While Facebook taught entrepreneurs the value of an API strategy, Apple used Microsoft’s disarray over the Gates transition and a succession of OS delivery failures around Longhorn to finesse the transition to Intel and into the iPhone era. Seemingly the opposite of an open API approach, the iPhone took down the same Ajax space with a usable Web experience and pivoted to it with its early support for browser apps while the native App devkit and Store were being built.

While Apple went after Microsoft with Intel and iPhone, Microsoft began building Mesh, essentially a rewrite of Notes replication over open protocols with FeedSync combined with an atomization of social media primitives into a new platform on which to build applications that are identity rather than hardware or native OS-centric. Today, we see Live Mesh as about virtualizing files from the containing device over a Web hub, but at a deeper level, the Mesh is as much an information router as a bit traffic cop. How to act on the data becomes more strategic than the underlying job of moving things around to follow the user.

What’s missing in that new equation is a guiding mechanism for tracking user intentions. In a desktop centric environment, calendars, documents, and email capture most of the decisions about who does what, when, and how. In a mobile network, it’s the intersections between those stores that produce change on an ongoing basis – a dynamic group calendar and the threaded conversations that inform it.

And it’s here that simple wins – a lowest common denominator approach to playing the underlying notes, the rhythm section if you will. Recall the Watergate question: What did you know and when did you know it? The payload of the canonical message: Who, What, When, Where. Who is the social graph – who is the source of the information and how do I rate it? What do I need to know, when did this happen, and where do I find more?

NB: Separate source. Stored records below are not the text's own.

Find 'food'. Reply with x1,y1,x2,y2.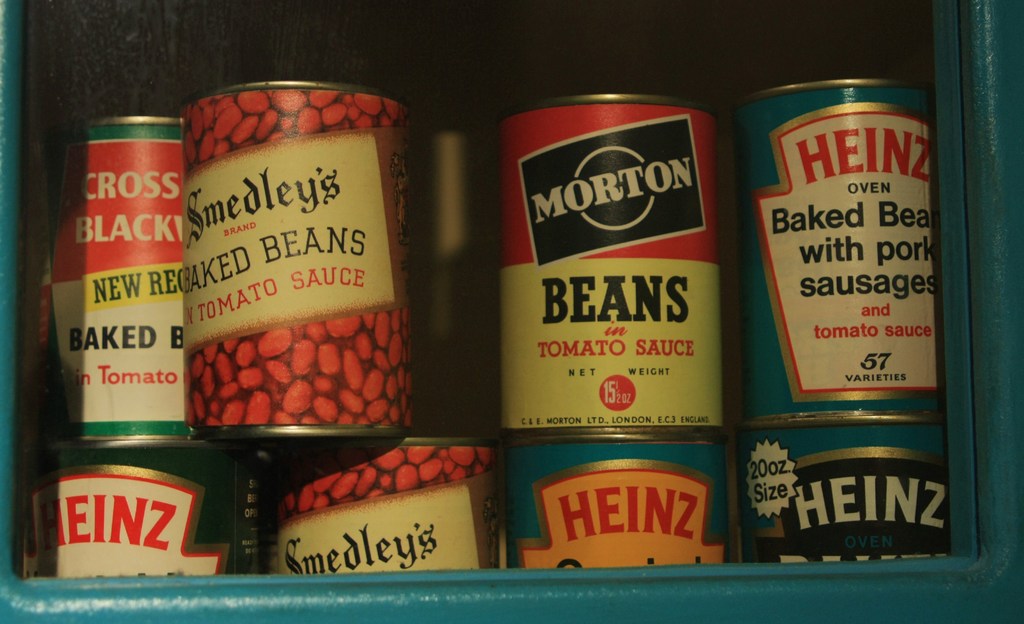
278,444,493,519.
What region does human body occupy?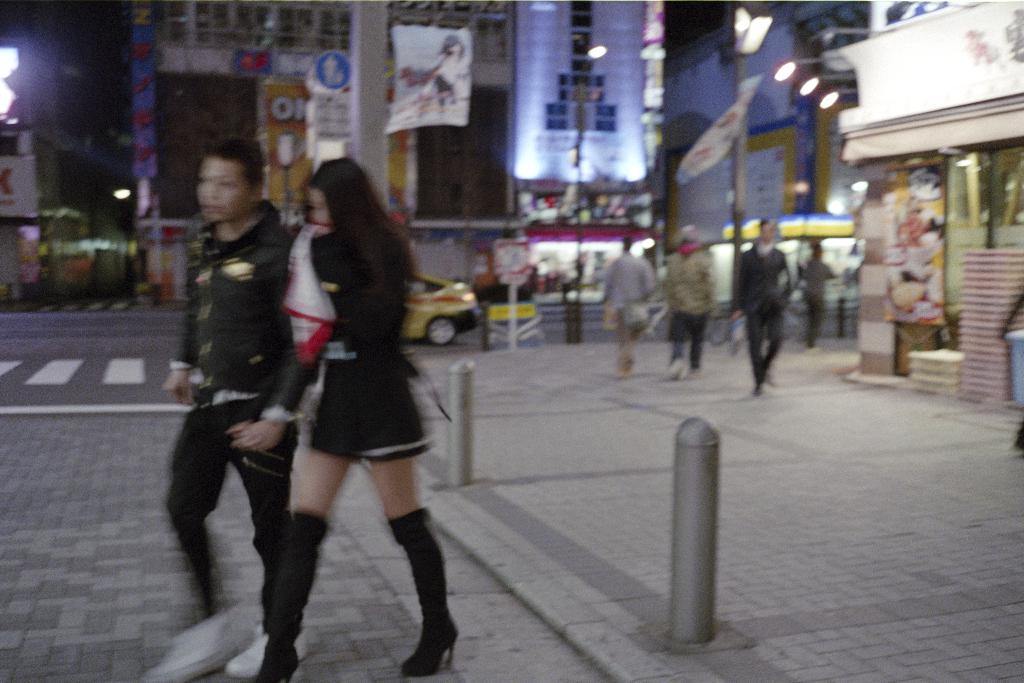
bbox=(259, 156, 472, 682).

Yes, dear friends – it’s a tweet.

I’ll leave the breastbeating and rumination to the FriendFeeders, but the synchronous convergence of 1) a device to both capture and transmit this data anywhere at anytime (iPhone), 2) a swarming attractor to form the dynamic of social graph and dynamic discovery in real time (Twitter/Track), and 3) an organizing framework for building a reliable transport and applications that take advantage of dynamic social signals (Live Mesh) – together represent a storm system that is moving fast.

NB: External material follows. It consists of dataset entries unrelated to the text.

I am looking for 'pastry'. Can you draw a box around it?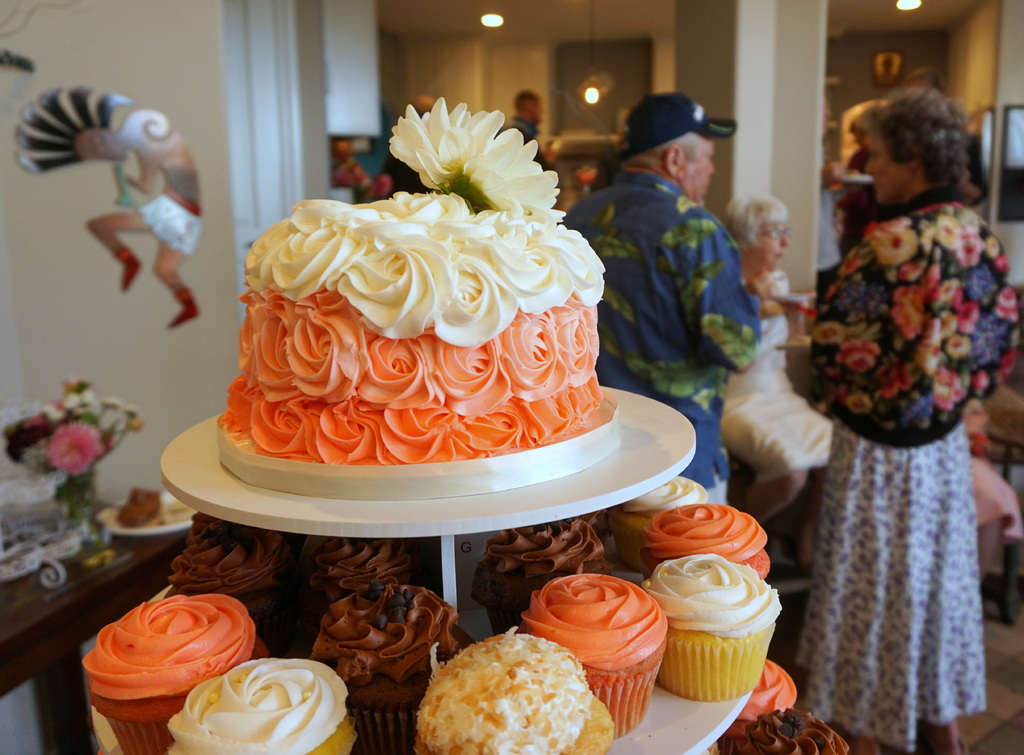
Sure, the bounding box is <bbox>479, 520, 621, 624</bbox>.
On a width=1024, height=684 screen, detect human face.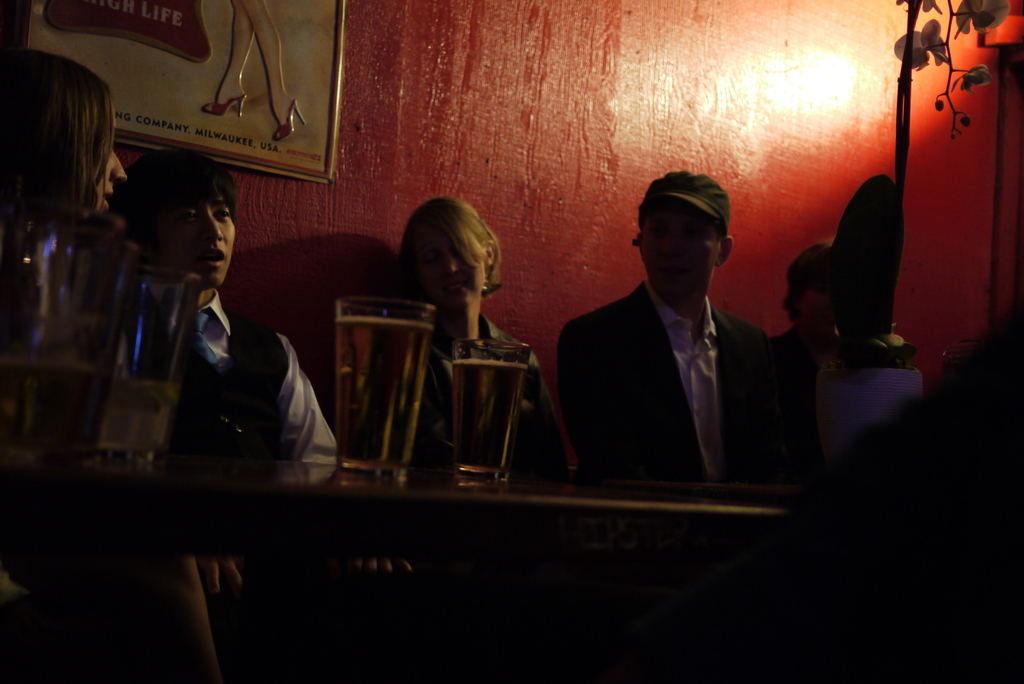
{"left": 92, "top": 101, "right": 129, "bottom": 220}.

Take the speed with which Twitter has absorbed Summize and Gnip, recalling aspects of Google’s harnessing of relevance-based search and the notion of the enterprise service bus as a way of accelerating enterprise application integration. It’s not difficult to imagine passing aggregated Gnip streams along over Amazon’s Simple Queue Service to extend enterprise-grade reliability. Or use Mesh’s new ability to bypass cloud storage and go peer-to-peer using the cloud for encryption and NAT transitions.

The iPhone’s growing pains aside, the rollout of the App Store and Mobile Me foreshadow how Mesh will work at the user level and soon under IT management between cooperating corporate clouds. With the genie out of the Twitter bottle and client services like Twhirl hosted on AIR and soon Silverlight, we should see consoles emerging that make real-time information management less stressful than air traffic control.

We’re seeing social services merging and learning how to talk over this new social service bus, whether by acquisition, standards negotiation, or amazingly, complete leopardization, i.e. changing of spots. As Pete Townshend wrote:

Every day I get in the queue (Too much, the Magic Bus)
To get on the bus that takes me to you (Too much, the Magic Bus)

By the way, the name of The Who’s record company? Track.